Business

AOL Boosts Its Data Storage With Xdrive Buy

In a move that might be a timely boost to its ability to compete head-on with Yahoo and MSN and others as a one-stop portal, America Online has said it bought online data storage and backup firm Xdrive for an undisclosed sum.

AOL said that with privately held Xdrive on board, it would be able to boost its ability to offer free and paid storage to users of its AOL.com portal and its original online service to store e-mail messages, digital photographs and other information.

Six-year-old Xdrive will also continue to operate as an independent subsidiary of AOL and keep its home in Santa Monica, Calif., while all 34 employees become part of AOL’s West Coast-based Digital Services unit. Xdrive will continue to offer its online backup storage services directly to customers, offering 5 gigabytes of storage for US$9.95 per month.

Digitization Skyrocketing

“The digitization of consumer home media is skyrocketing, with consumers and AOL members increasingly looking for easier ways to protect and manage a wide variety of important data files and digital media assets,” Gio Hunt, senior vice president of New Business Ventures for AOL Digital Services, said. “Xdrive will further enhance AOL’s consumer storage offerings to deliver a more safe and secure digital lifestyle for our members.”

Portals and would-be portals such as Google have increasingly begun to offer free storage for a variety of media that consumers might want to keep online. The battle began with an escalation of e-mail storage capacity, with Google making headlines with its 1 GB offering that has since been matched by most of its rivals.

The same trend has extended into the photo area, with portals and digital photo sites offering consumers free space to store their images.

Analysts say AOL was likely drawn to Xdrive because it already has an extensive feature-laden online storage offering developed. That includes a security and privacy system that has helped Xdrive’s services win numerous awards in recent years.

Competitive Landscape

Online storage expansion has been driven by the sharply lower cost and smaller size of computer storage media, which enables companies to create and maintain large server farms with billions of bytes of data for relatively little cost.

And with Yahoo, Google and others offering free storage, having similar features on its menu of services is seen as essential for AOL if it hopes to compete effectively with its rivals for user eyeballs, Forrester Research analyst Charlene Li said.

“Portals know that the more a user stores with them, the less likely they will be to leave,” Li said. While the limited portability of Web e-mail has been a loyalty-builder in the past, portals know that if digital photographs and even other media, such as music or home-made digital movies, are added to the mix, users will be that much more likely to stick with a portal for the long haul. “Right now, it’s all about building loyalty, and storage is a great way to do that.”

The timing of the acquisition, the first this year for AOL, was seen as key. AOL is about to begin a massive, $50 million marketing blitz to support its re-invented Web site, AOL.com, which moved the company away from being a walled-off network for subscribers and toward being an open Web portal, one that now ranks third behind Yahoo and MSN.

Longterm Profitability

Li said AOL is positioned to capture Web users’ attention, with its AIM Mail a strong entry into the Web mail fray because of its integration with the hugely popular AOL Instant Messenger and new features such as free AOL Blogs drawing younger users. AOL also has a deep well of content from parent company Time Warner that it can leverage to draw users to the AOL site.

Whether AOL can make the existing Xdrive business profitable long term is another question, however, and most analysts believe the company faces an uphill battle there. For one thing, the services that Xdrive provides are now available from a range of other vendors, from portals to Web domain registrars and many others.

Many of the home-based businesses and on-the-go consumers who Xdrive originally appealed to have now found the cost of having their own backup systems more cost-effective. Xdrive has tried to counter that trend with new offerings, including a recently launched service that enables users of Palm and Sony hand-helds and smartphones to use the Xdrive site to store and deliver digital music.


Your goal. Would you transcribe each entry exactly as it stands, omitting the pictures?

** Opening Data for processing block **

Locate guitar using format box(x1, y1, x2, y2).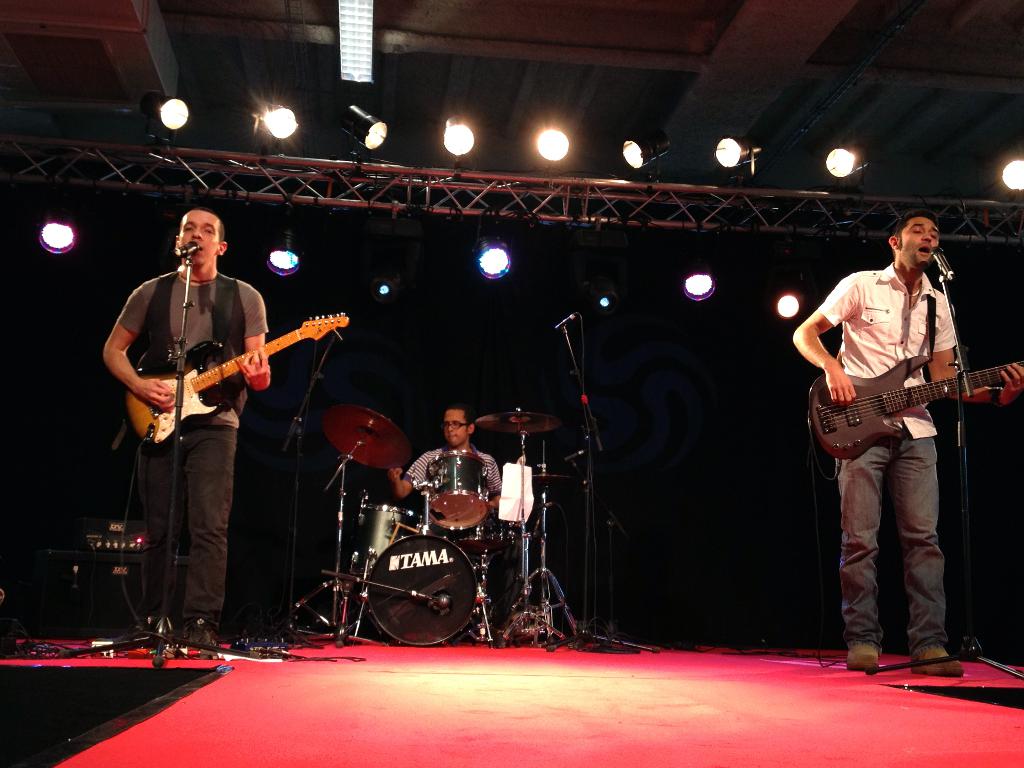
box(794, 339, 1023, 466).
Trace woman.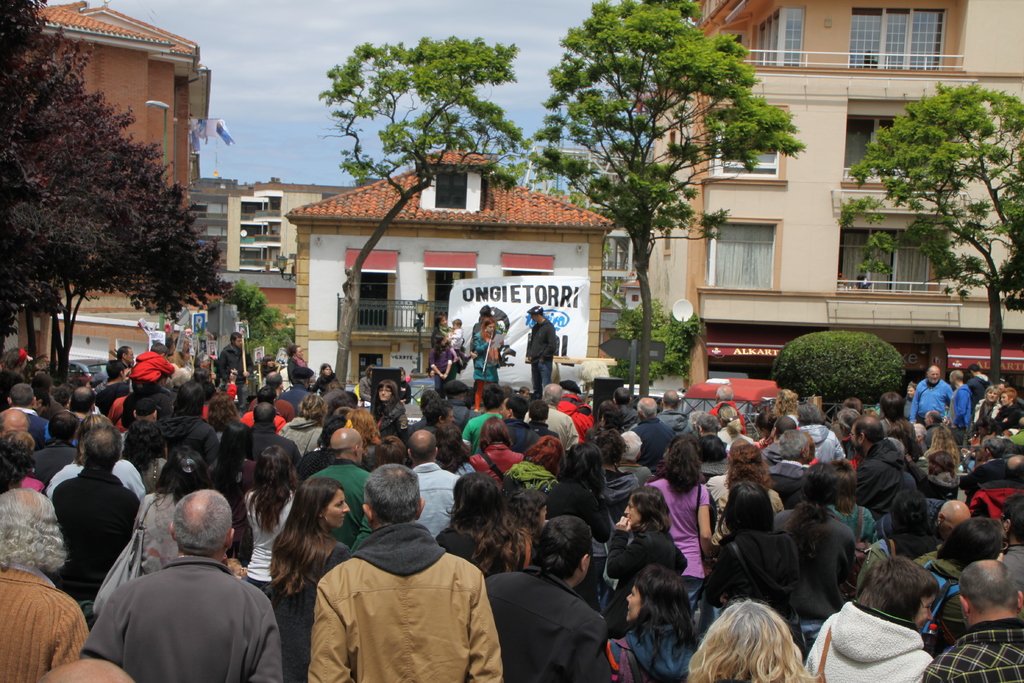
Traced to (468,415,525,492).
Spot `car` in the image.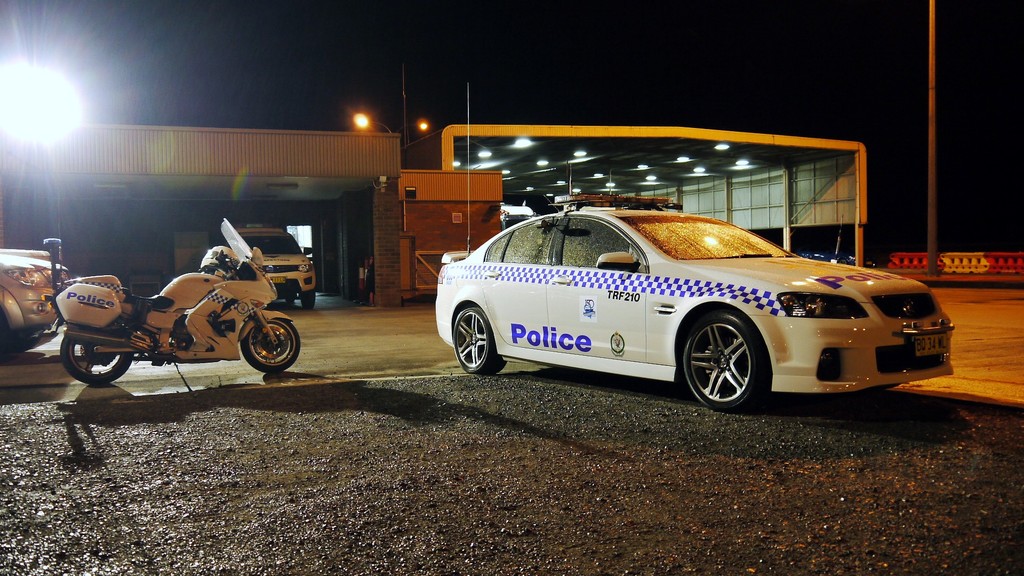
`car` found at locate(429, 191, 953, 417).
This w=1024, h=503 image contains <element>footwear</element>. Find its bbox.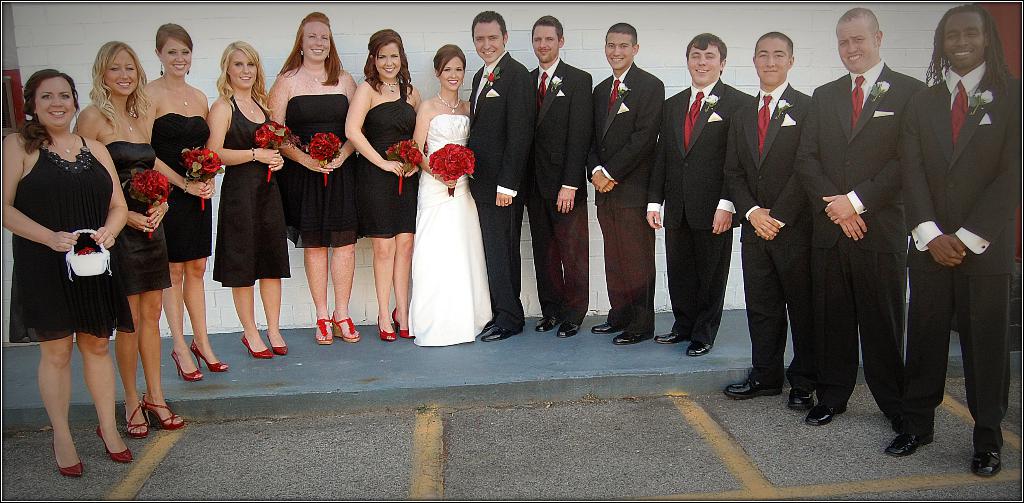
region(654, 326, 689, 341).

** Closing Data for processing block **

Exercise answer.
Locate guitar using format box(x1, y1, x2, y2).
box(794, 339, 1023, 466).
Trace woman.
Traced to (468,415,525,492).
Spot `car` in the image.
`car` found at locate(429, 191, 953, 417).
This w=1024, h=503 image contains <element>footwear</element>. Find its bbox.
region(654, 326, 689, 341).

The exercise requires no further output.